Again the memory of the girl at Mahogany House crossed his mind. An unpleasant episode. Would it have been better to shoot her on the spot, while she was looking at him with those eyes? Nonsense. He had never fired a gun gratuitously, least of all for things in bed. Only when there was no alternative, when it was absolutely necessary to move this country forward, or to wash away an insult.

Trujillo was nothing if not a master of self-justification.

How it all falls out, what happens after Chapter 16, is both expected and unexpected as those involved do or don’t do what they’d committed to. The end result is a devastating portrayal of how the political becomes the personal! Not a new message, perhaps, but The feast of the Goat is a compelling read that engaged my heart and mind. I recommend it.

Mario Vargas Llosa
(Trans. by Edith Grossman)
The feast of the goat
London: Faber and Faber, 2002
475pp.
ISBN: 9780571207763

* As in most historical fiction, the novel is peopled with historical characters and fictional ones. Most, in fact, are historical but Urania and her father, though based, I understand, on real people, are fictional.

10 thoughts on “Mario Vargas Llosa, The feast of the Goat

  1. This sounds like a fascinating read, if only for the fact that almost all the Latin American writers I’ve read have tended toward magic realism. As for appearance being a mirror for the soul, I have to hope not! (If such were the case, what would that mean for the blank-faced botox brigade of our current times?!)

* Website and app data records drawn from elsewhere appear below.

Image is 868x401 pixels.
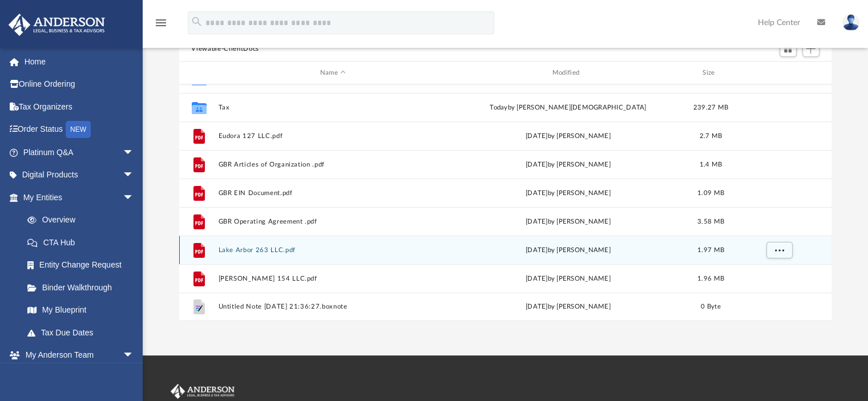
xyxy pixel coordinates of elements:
a: Overview [16,209,152,232]
a: menu [154,22,168,30]
img: User Pic [843,15,860,31]
span: 239.27 MB [693,105,728,111]
a: Tax Organizers [8,95,152,119]
a: My Entitiesarrow_drop_down [8,186,152,209]
span: arrow_drop_down [122,141,145,165]
div: [DATE] by [PERSON_NAME] [453,274,683,284]
div: Size [688,68,733,79]
button: GBR Articles of Organization .pdf [218,161,448,169]
div: NEW [65,121,91,138]
a: Home [8,50,152,73]
button: Viewable-ClientDocs [191,44,259,54]
span: 1.09 MB [697,190,724,196]
a: Digital Productsarrow_drop_down [8,164,152,187]
button: GBR Operating Agreement .pdf [218,218,448,226]
a: My Anderson Teamarrow_drop_down [8,344,145,367]
div: by [PERSON_NAME][DEMOGRAPHIC_DATA] [453,103,683,113]
span: 1.4 MB [699,162,722,168]
div: grid [179,85,832,321]
div: id [739,68,819,79]
div: [DATE] by [PERSON_NAME] [453,189,683,199]
div: [DATE] by [PERSON_NAME] [453,132,683,142]
span: 3.58 MB [697,219,724,225]
span: today [489,105,507,111]
a: CTA Hub [16,231,152,254]
a: Entity Change Request [16,254,152,277]
a: Binder Walkthrough [16,276,152,299]
div: Name [218,68,448,79]
span: arrow_drop_down [122,186,145,209]
img: Anderson Advisors Platinum Portal [5,14,108,36]
button: Lake Arbor 263 LLC.pdf [218,246,448,254]
button: Tax [218,104,448,112]
button: [PERSON_NAME] 154 LLC.pdf [218,276,448,282]
img: Anderson Advisors Platinum Portal [169,384,237,399]
button: More options [766,242,793,259]
a: Platinum Q&Aarrow_drop_down [8,141,152,164]
a: Order StatusNEW [8,119,152,142]
a: Tax Due Dates [16,322,152,344]
i: search [191,15,203,28]
a: Online Ordering [8,73,152,96]
div: [DATE] by [PERSON_NAME] [453,217,683,227]
span: arrow_drop_down [122,344,145,368]
div: [DATE] by [PERSON_NAME] [453,246,683,256]
span: arrow_drop_down [122,164,145,187]
button: GBR EIN Document.pdf [218,189,448,197]
div: Modified [452,68,683,79]
i: menu [154,16,168,30]
span: 0 Byte [701,304,721,310]
a: My Blueprint [16,299,145,322]
span: 1.97 MB [697,247,724,253]
button: Add [803,41,820,57]
span: 2.7 MB [699,133,722,139]
div: id [184,68,212,79]
span: 1.96 MB [697,276,724,282]
button: Switch to Grid View [780,41,796,57]
div: [DATE] by [PERSON_NAME] [453,160,683,170]
button: Untitled Note [DATE] 21:36:27.boxnote [218,304,448,311]
button: Eudora 127 LLC.pdf [218,132,448,140]
div: [DATE] by [PERSON_NAME] [453,302,683,312]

    • Good question … I’ll let you answer it. Yes, this is a great read and, interestingly, there’s not even a hint of magical realism. There are, though, some references to Pablo Neruda.

    • Hmmm … that’s funny because I distinctly remember commenting on this when it came through but the gremlins have got it.

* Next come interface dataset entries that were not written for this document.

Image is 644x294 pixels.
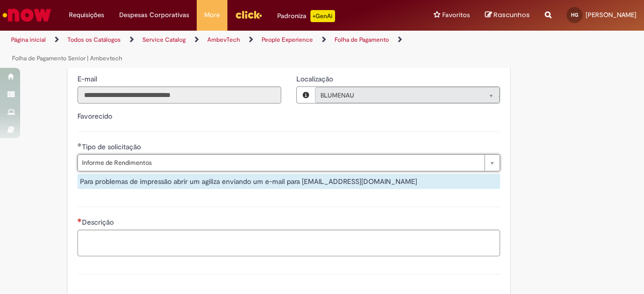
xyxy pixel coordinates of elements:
[297,87,315,103] button: Localização, Visualizar este registro BLUMENAU
[571,12,578,18] span: HG
[82,155,479,171] span: Informe de Rendimentos
[277,10,335,22] div: Padroniza
[311,10,335,22] p: +GenAi
[77,218,82,222] span: Necessários
[261,36,313,44] a: People Experience
[485,10,529,20] a: Rascunhos
[82,218,116,227] span: Descrição
[119,10,189,20] span: Despesas Corporativas
[77,230,500,256] textarea: Descrição
[77,143,82,147] span: Obrigatório Preenchido
[82,143,143,151] span: Tipo de solicitação
[11,36,46,44] a: Página inicial
[207,36,240,44] a: AmbevTech
[235,7,262,22] img: click_logo_yellow_360x200.png
[296,74,335,84] label: Somente leitura - Localização
[204,10,220,20] span: More
[77,112,112,121] label: Favorecido
[442,10,470,20] span: Favoritos
[69,10,104,20] span: Requisições
[8,31,422,68] ul: Trilhas de página
[296,75,335,84] span: Localização
[77,75,99,84] span: Somente leitura - E-mail
[77,86,281,103] input: E-mail
[494,10,529,20] span: Rascunhos
[335,36,389,44] a: Folha de Pagamento
[315,87,499,103] a: BLUMENAULimpar campo Localização
[143,36,186,44] a: Service Catalog
[77,74,99,84] label: Somente leitura - E-mail
[67,36,121,44] a: Todos os Catálogos
[77,174,500,189] div: Para problemas de impressão abrir um agiliza enviando um e-mail para [EMAIL_ADDRESS][DOMAIN_NAME]
[586,10,636,19] span: [PERSON_NAME]
[320,88,474,103] span: BLUMENAU
[12,54,122,62] a: Folha de Pagamento Senior | Ambevtech
[1,5,53,25] img: ServiceNow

      Anyhow, good one Tony – you reckon there are dictators and there are dictators, eh? All I can say to this is he’s yours now! He took out US citizenship to become a media baron in the US!

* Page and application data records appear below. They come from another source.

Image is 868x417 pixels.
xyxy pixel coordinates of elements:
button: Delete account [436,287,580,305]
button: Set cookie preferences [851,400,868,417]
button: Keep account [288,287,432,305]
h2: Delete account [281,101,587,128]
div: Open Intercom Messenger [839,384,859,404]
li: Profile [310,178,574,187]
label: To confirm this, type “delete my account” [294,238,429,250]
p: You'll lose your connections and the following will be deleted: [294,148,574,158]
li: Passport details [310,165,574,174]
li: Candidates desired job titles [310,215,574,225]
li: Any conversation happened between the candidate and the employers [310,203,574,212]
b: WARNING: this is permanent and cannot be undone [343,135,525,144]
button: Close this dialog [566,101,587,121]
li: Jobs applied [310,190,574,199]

  2. This sounds really good and structurally quite interesting. I’ve nver read Vargas Llosa but since he won the Nobel and folks around the blog world have been reading and posting on hims, I see that I am going to have to read him sometime and that I’d be foolish not to.

    • It is … and yet a very accessible and involving read at the same time. I’ve only read two of his, this one and Aunt Julia and the scriptwriter (many many years ago). I think they are probably the two picks of his oeuvre, though that’s not to say that others aren’t worth reading!

  3. This is one of those authors I should have read but haven’t. For some reason I haven’t taken to South American books, but am feeling my ignorance when I read your review of this obviously fine book. I can see that you were taxonomically challenged in analysing the structure of this one! As you suggest – it could be the subject of a thesis (and doubtless has been)

    • Thanks Tom. I’ve read a smattering of South American books – particularly Gabriel Garcia Marquez – and have enjoyed them. Evan when they are brutal they have a larger-than-life sense that I find fascinating. If you want to try something short, look at Gabriel Garcia Marquez’s Chronicle of a death foretold.

  4. great post. the only book i’ve read by vargas llosa is “the bad girl”; i loved it but, other than a few pages of “feast of the goat,” i haven’t read anything else by him. your descriptions of the narrative structure & time of the novel have me pretty convinced it’s time for me to find a copy of the book and start again.

    • Thanks Ellen. I’ve only read, besides this, Aunt Julia and the Scriptwriter – a long time ago – and liked it but it’s quite different to this one. Feast is not a quick read and, because of the narrative structure (and the complexity of the names), you have to give it time to get into it but once you get into its groove it starts to grab your attention. I’ll be watching for your review (one day – no pressure though!!)